Wednesday, July 26, 2023

Two Superman Shows Reinterpreted Intergang - But Only One Is Comics-Accurate

Superman & Lois and My Adventures with Superman both recently featured Intergang. One of them, however, takes the criminal team in a wild direction.


Superman is enjoying an elevated moment of television right now, with the live-action Superman & Lois wrapping up its three-season run in June, only to hand the baton off to the animated My Adventures with Superman. Both series have enjoyed high praise among the fans. Both also bring a breath of fresh air to a Man of Steel rather desperately in need of one.


That includes a double presentation of Intergang, one of Superman's perennial foes in the comics with a long history to draw upon. Both series have their own take on the organization, yet Superman & Lois delivers a very comics-accurate take, while My Adventures with Superman ranges far afield. And they're both still undeniably Intergang, reinterpreted for the needs of a specific project. They're a great example of how such characters can thrive despite such diverse incarnations.


Superman & Lois Strip Intergang Down to Its Basics


Intergang first appeared in Superman's Pal, Jimmy Olsen #133 (Jack Kirby, Al Plastino, Vince Colletta, and John Costanza). In the comics, they began as an old-school crime syndicate under the command of founder Boss Moxie Manheim. When he dies, he's replaced by Morgan Edge, who has deep ties to Apokolips and uses the gang to help Darkseid complete the Anti-Life Equation. Accordingly, Intergang often sports high-tech alien weaponry from their sinister benefactor: unwittingly performing Darkseid's will on Earth and going from a mundane criminal mob to a genuine challenge for Superman in the process.


Edge is eventually replaced by Manheim's son Bruno, who continues to run Intergang in a manner similar to his predecessors. Lex Luthor takes control of it in The Adventures of Superman #552 (Karl Kesel, Tom Grummett, Denis Rodier, Glenn Whitmore, and Albert DeGuzman), while reboots and capital "c" Crises have thrown the specifics for multiple loops. Superman & Lois uses them as major villains throughout its run, starting with the pilot when Morgan Edge buys out the Daily Planet. Lois and Clark return to Smallville with their family, only to find Edge and his forces setting their sights on the town. The series belongs to the larger Arrowverse continuity. Darkseid and the Apokolips connection have been completely eliminated.


Instead, Edge turns out to be another Kryptonian exile, with a plan to resurrect his dead planet by using humans to house Kryptonian consciousness. That simplifies the narrative and ties Intergang more closely to Clark's past. Yet at the same time, it sticks remarkably close to many of the group's core notions, including Bruno Manheim, the use of high technology, and the fact that they are very dangerous for Superman and his family.


My Adventures with Superman's Intergang Is Almost Entirely New


Ironically, My Adventures with Superman's version of Intergang may be far more closely connected to Darkseid than Superman & Lois, depending on the as-yet-unrevealed origins of the tech they use. It's surprising because the series starts from the bottom up, showing Intergang's humble origins as a trio of stick-up artists who luck into some big-time gadgets. They include The Silver Banshee and The Mist -- a DC stalwart villain and a holdover from The Golden Age, respectively -- who nonetheless had no connection to Intergang before now. Superman & Lois interweaves its version of the group with plenty of pertinent details from the comics. My Adventures with Superman takes only the bare-bones concept and the name.


Neither way necessarily works better than the other. Both have their advantages: greater accuracy gives Superman & Lois more ready access to comics storylines, while My Adventures with Superman has a lot more freedom to do its own thing with Intergang. But their proximity demonstrates that good storytelling renders accuracy a superfluous detail. The comics are the comics, and as long as creators approach them with respect, how they're used becomes a matter of what the particular project needs.


New episodes of My Adventures with Superman stream every Thursday on Max.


Would you repeat each line below exactly, without the pictures?

RECORDS PROVIDED: Begin

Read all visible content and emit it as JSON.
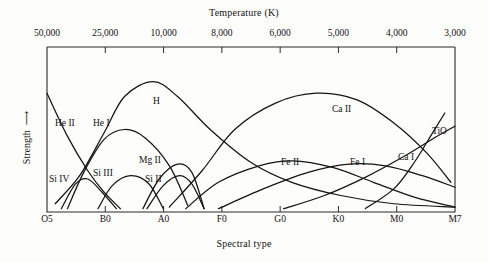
{
  "chart_data": {
    "type": "line",
    "title": "",
    "xlabel": "Spectral type",
    "ylabel": "Strength",
    "top_axis_label": "Temperature (K)",
    "grid": false,
    "legend": "inline-curve-labels",
    "x_top_ticks": [
      "50,000",
      "25,000",
      "10,000",
      "8,000",
      "6,000",
      "5,000",
      "4,000",
      "3,000"
    ],
    "x_bottom_ticks": [
      "O5",
      "B0",
      "A0",
      "F0",
      "G0",
      "K0",
      "M0",
      "M7"
    ],
    "ylim": [
      0,
      1
    ],
    "series": [
      {
        "name": "He II",
        "label": "He II",
        "description": "Declines steeply from upper left; strongest at hottest O stars",
        "points": [
          [
            0.0,
            0.72
          ],
          [
            0.05,
            0.46
          ],
          [
            0.1,
            0.25
          ],
          [
            0.14,
            0.12
          ],
          [
            0.18,
            0.02
          ]
        ]
      },
      {
        "name": "He I",
        "label": "He I",
        "description": "Broad hump peaking near B2",
        "points": [
          [
            0.05,
            0.02
          ],
          [
            0.09,
            0.24
          ],
          [
            0.14,
            0.44
          ],
          [
            0.19,
            0.5
          ],
          [
            0.24,
            0.45
          ],
          [
            0.3,
            0.28
          ],
          [
            0.345,
            0.04
          ]
        ]
      },
      {
        "name": "Si IV",
        "label": "Si IV",
        "description": "Small low hump near O9-B0",
        "points": [
          [
            0.035,
            0.02
          ],
          [
            0.07,
            0.17
          ],
          [
            0.1,
            0.2
          ],
          [
            0.135,
            0.12
          ],
          [
            0.17,
            0.02
          ]
        ]
      },
      {
        "name": "Si III",
        "label": "Si III",
        "description": "Low hump peaking near B2",
        "points": [
          [
            0.125,
            0.02
          ],
          [
            0.16,
            0.16
          ],
          [
            0.205,
            0.22
          ],
          [
            0.25,
            0.17
          ],
          [
            0.285,
            0.02
          ]
        ]
      },
      {
        "name": "Si II",
        "label": "Si II",
        "description": "Low hump peaking near A0",
        "points": [
          [
            0.245,
            0.02
          ],
          [
            0.285,
            0.16
          ],
          [
            0.325,
            0.22
          ],
          [
            0.355,
            0.17
          ],
          [
            0.385,
            0.02
          ]
        ]
      },
      {
        "name": "Mg II",
        "label": "Mg II",
        "description": "Hump peaking near A2, slightly higher than Si II",
        "points": [
          [
            0.235,
            0.02
          ],
          [
            0.275,
            0.2
          ],
          [
            0.32,
            0.29
          ],
          [
            0.355,
            0.24
          ],
          [
            0.385,
            0.02
          ]
        ]
      },
      {
        "name": "H",
        "label": "H",
        "description": "Balmer lines, strong broad peak at A0",
        "points": [
          [
            0.02,
            0.05
          ],
          [
            0.08,
            0.22
          ],
          [
            0.14,
            0.48
          ],
          [
            0.19,
            0.7
          ],
          [
            0.26,
            0.79
          ],
          [
            0.32,
            0.7
          ],
          [
            0.4,
            0.5
          ],
          [
            0.5,
            0.3
          ],
          [
            0.6,
            0.18
          ],
          [
            0.72,
            0.1
          ],
          [
            0.85,
            0.05
          ],
          [
            1.0,
            0.03
          ]
        ]
      },
      {
        "name": "Ca II",
        "label": "Ca II",
        "description": "Very broad strong maximum near K0",
        "points": [
          [
            0.3,
            0.03
          ],
          [
            0.38,
            0.25
          ],
          [
            0.46,
            0.5
          ],
          [
            0.56,
            0.66
          ],
          [
            0.66,
            0.72
          ],
          [
            0.76,
            0.68
          ],
          [
            0.85,
            0.54
          ],
          [
            0.93,
            0.36
          ],
          [
            0.99,
            0.18
          ]
        ]
      },
      {
        "name": "Fe II",
        "label": "Fe II",
        "description": "Broad low hump peaking near G0",
        "points": [
          [
            0.34,
            0.02
          ],
          [
            0.42,
            0.18
          ],
          [
            0.52,
            0.28
          ],
          [
            0.6,
            0.31
          ],
          [
            0.7,
            0.27
          ],
          [
            0.8,
            0.18
          ],
          [
            0.9,
            0.09
          ],
          [
            1.0,
            0.03
          ]
        ]
      },
      {
        "name": "Fe I",
        "label": "Fe I",
        "description": "Broad low hump peaking near K0-K5",
        "points": [
          [
            0.42,
            0.02
          ],
          [
            0.53,
            0.14
          ],
          [
            0.64,
            0.24
          ],
          [
            0.74,
            0.29
          ],
          [
            0.83,
            0.28
          ],
          [
            0.92,
            0.22
          ],
          [
            1.0,
            0.15
          ]
        ]
      },
      {
        "name": "Ca I",
        "label": "Ca I",
        "description": "Rises steadily through late K into M",
        "points": [
          [
            0.58,
            0.02
          ],
          [
            0.68,
            0.1
          ],
          [
            0.78,
            0.21
          ],
          [
            0.87,
            0.33
          ],
          [
            0.95,
            0.45
          ],
          [
            1.0,
            0.52
          ]
        ]
      },
      {
        "name": "TiO",
        "label": "TiO",
        "description": "Rises very steeply in M stars",
        "points": [
          [
            0.78,
            0.02
          ],
          [
            0.85,
            0.14
          ],
          [
            0.9,
            0.3
          ],
          [
            0.945,
            0.48
          ],
          [
            0.975,
            0.6
          ]
        ]
      }
    ],
    "curve_labels": [
      {
        "name": "He II",
        "x": 55,
        "y": 118
      },
      {
        "name": "He I",
        "x": 93,
        "y": 118
      },
      {
        "name": "Si IV",
        "x": 49,
        "y": 174
      },
      {
        "name": "Si III",
        "x": 93,
        "y": 168
      },
      {
        "name": "Si II",
        "x": 145,
        "y": 174
      },
      {
        "name": "Mg II",
        "x": 139,
        "y": 155
      },
      {
        "name": "H",
        "x": 153,
        "y": 96
      },
      {
        "name": "Ca II",
        "x": 332,
        "y": 104
      },
      {
        "name": "Fe II",
        "x": 281,
        "y": 157
      },
      {
        "name": "Fe I",
        "x": 350,
        "y": 157
      },
      {
        "name": "Ca I",
        "x": 398,
        "y": 152
      },
      {
        "name": "TiO",
        "x": 432,
        "y": 126
      }
    ]
  }
}
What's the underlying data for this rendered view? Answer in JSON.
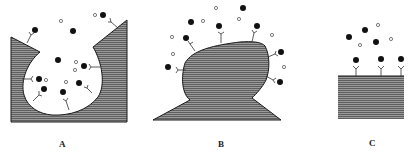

RECORDS PROVIDED: End

### SOLUTION FOR THIS EXERCISE:
Read all visible content and emit it as JSON.
{
  "chart_data": {
    "type": "line",
    "title": "",
    "xlabel": "Spectral type",
    "ylabel": "Strength",
    "top_axis_label": "Temperature (K)",
    "grid": false,
    "legend": "inline-curve-labels",
    "x_top_ticks": [
      "50,000",
      "25,000",
      "10,000",
      "8,000",
      "6,000",
      "5,000",
      "4,000",
      "3,000"
    ],
    "x_bottom_ticks": [
      "O5",
      "B0",
      "A0",
      "F0",
      "G0",
      "K0",
      "M0",
      "M7"
    ],
    "ylim": [
      0,
      1
    ],
    "series": [
      {
        "name": "He II",
        "label": "He II",
        "description": "Declines steeply from upper left; strongest at hottest O stars",
        "points": [
          [
            0.0,
            0.72
          ],
          [
            0.05,
            0.46
          ],
          [
            0.1,
            0.25
          ],
          [
            0.14,
            0.12
          ],
          [
            0.18,
            0.02
          ]
        ]
      },
      {
        "name": "He I",
        "label": "He I",
        "description": "Broad hump peaking near B2",
        "points": [
          [
            0.05,
            0.02
          ],
          [
            0.09,
            0.24
          ],
          [
            0.14,
            0.44
          ],
          [
            0.19,
            0.5
          ],
          [
            0.24,
            0.45
          ],
          [
            0.3,
            0.28
          ],
          [
            0.345,
            0.04
          ]
        ]
      },
      {
        "name": "Si IV",
        "label": "Si IV",
        "description": "Small low hump near O9-B0",
        "points": [
          [
            0.035,
            0.02
          ],
          [
            0.07,
            0.17
          ],
          [
            0.1,
            0.2
          ],
          [
            0.135,
            0.12
          ],
          [
            0.17,
            0.02
          ]
        ]
      },
      {
        "name": "Si III",
        "label": "Si III",
        "description": "Low hump peaking near B2",
        "points": [
          [
            0.125,
            0.02
          ],
          [
            0.16,
            0.16
          ],
          [
            0.205,
            0.22
          ],
          [
            0.25,
            0.17
          ],
          [
            0.285,
            0.02
          ]
        ]
      },
      {
        "name": "Si II",
        "label": "Si II",
        "description": "Low hump peaking near A0",
        "points": [
          [
            0.245,
            0.02
          ],
          [
            0.285,
            0.16
          ],
          [
            0.325,
            0.22
          ],
          [
            0.355,
            0.17
          ],
          [
            0.385,
            0.02
          ]
        ]
      },
      {
        "name": "Mg II",
        "label": "Mg II",
        "description": "Hump peaking near A2, slightly higher than Si II",
        "points": [
          [
            0.235,
            0.02
          ],
          [
            0.275,
            0.2
          ],
          [
            0.32,
            0.29
          ],
          [
            0.355,
            0.24
          ],
          [
            0.385,
            0.02
          ]
        ]
      },
      {
        "name": "H",
        "label": "H",
        "description": "Balmer lines, strong broad peak at A0",
        "points": [
          [
            0.02,
            0.05
          ],
          [
            0.08,
            0.22
          ],
          [
            0.14,
            0.48
          ],
          [
            0.19,
            0.7
          ],
          [
            0.26,
            0.79
          ],
          [
            0.32,
            0.7
          ],
          [
            0.4,
            0.5
          ],
          [
            0.5,
            0.3
          ],
          [
            0.6,
            0.18
          ],
          [
            0.72,
            0.1
          ],
          [
            0.85,
            0.05
          ],
          [
            1.0,
            0.03
          ]
        ]
      },
      {
        "name": "Ca II",
        "label": "Ca II",
        "description": "Very broad strong maximum near K0",
        "points": [
          [
            0.3,
            0.03
          ],
          [
            0.38,
            0.25
          ],
          [
            0.46,
            0.5
          ],
          [
            0.56,
            0.66
          ],
          [
            0.66,
            0.72
          ],
          [
            0.76,
            0.68
          ],
          [
            0.85,
            0.54
          ],
          [
            0.93,
            0.36
          ],
          [
            0.99,
            0.18
          ]
        ]
      },
      {
        "name": "Fe II",
        "label": "Fe II",
        "description": "Broad low hump peaking near G0",
        "points": [
          [
            0.34,
            0.02
          ],
          [
            0.42,
            0.18
          ],
          [
            0.52,
            0.28
          ],
          [
            0.6,
            0.31
          ],
          [
            0.7,
            0.27
          ],
          [
            0.8,
            0.18
          ],
          [
            0.9,
            0.09
          ],
          [
            1.0,
            0.03
          ]
        ]
      },
      {
        "name": "Fe I",
        "label": "Fe I",
        "description": "Broad low hump peaking near K0-K5",
        "points": [
          [
            0.42,
            0.02
          ],
          [
            0.53,
            0.14
          ],
          [
            0.64,
            0.24
          ],
          [
            0.74,
            0.29
          ],
          [
            0.83,
            0.28
          ],
          [
            0.92,
            0.22
          ],
          [
            1.0,
            0.15
          ]
        ]
      },
      {
        "name": "Ca I",
        "label": "Ca I",
        "description": "Rises steadily through late K into M",
        "points": [
          [
            0.58,
            0.02
          ],
          [
            0.68,
            0.1
          ],
          [
            0.78,
            0.21
          ],
          [
            0.87,
            0.33
          ],
          [
            0.95,
            0.45
          ],
          [
            1.0,
            0.52
          ]
        ]
      },
      {
        "name": "TiO",
        "label": "TiO",
        "description": "Rises very steeply in M stars",
        "points": [
          [
            0.78,
            0.02
          ],
          [
            0.85,
            0.14
          ],
          [
            0.9,
            0.3
          ],
          [
            0.945,
            0.48
          ],
          [
            0.975,
            0.6
          ]
        ]
      }
    ],
    "curve_labels": [
      {
        "name": "He II",
        "x": 55,
        "y": 118
      },
      {
        "name": "He I",
        "x": 93,
        "y": 118
      },
      {
        "name": "Si IV",
        "x": 49,
        "y": 174
      },
      {
        "name": "Si III",
        "x": 93,
        "y": 168
      },
      {
        "name": "Si II",
        "x": 145,
        "y": 174
      },
      {
        "name": "Mg II",
        "x": 139,
        "y": 155
      },
      {
        "name": "H",
        "x": 153,
        "y": 96
      },
      {
        "name": "Ca II",
        "x": 332,
        "y": 104
      },
      {
        "name": "Fe II",
        "x": 281,
        "y": 157
      },
      {
        "name": "Fe I",
        "x": 350,
        "y": 157
      },
      {
        "name": "Ca I",
        "x": 398,
        "y": 152
      },
      {
        "name": "TiO",
        "x": 432,
        "y": 126
      }
    ]
  }
}
What's the underlying data for this rendered view? Answer in JSON.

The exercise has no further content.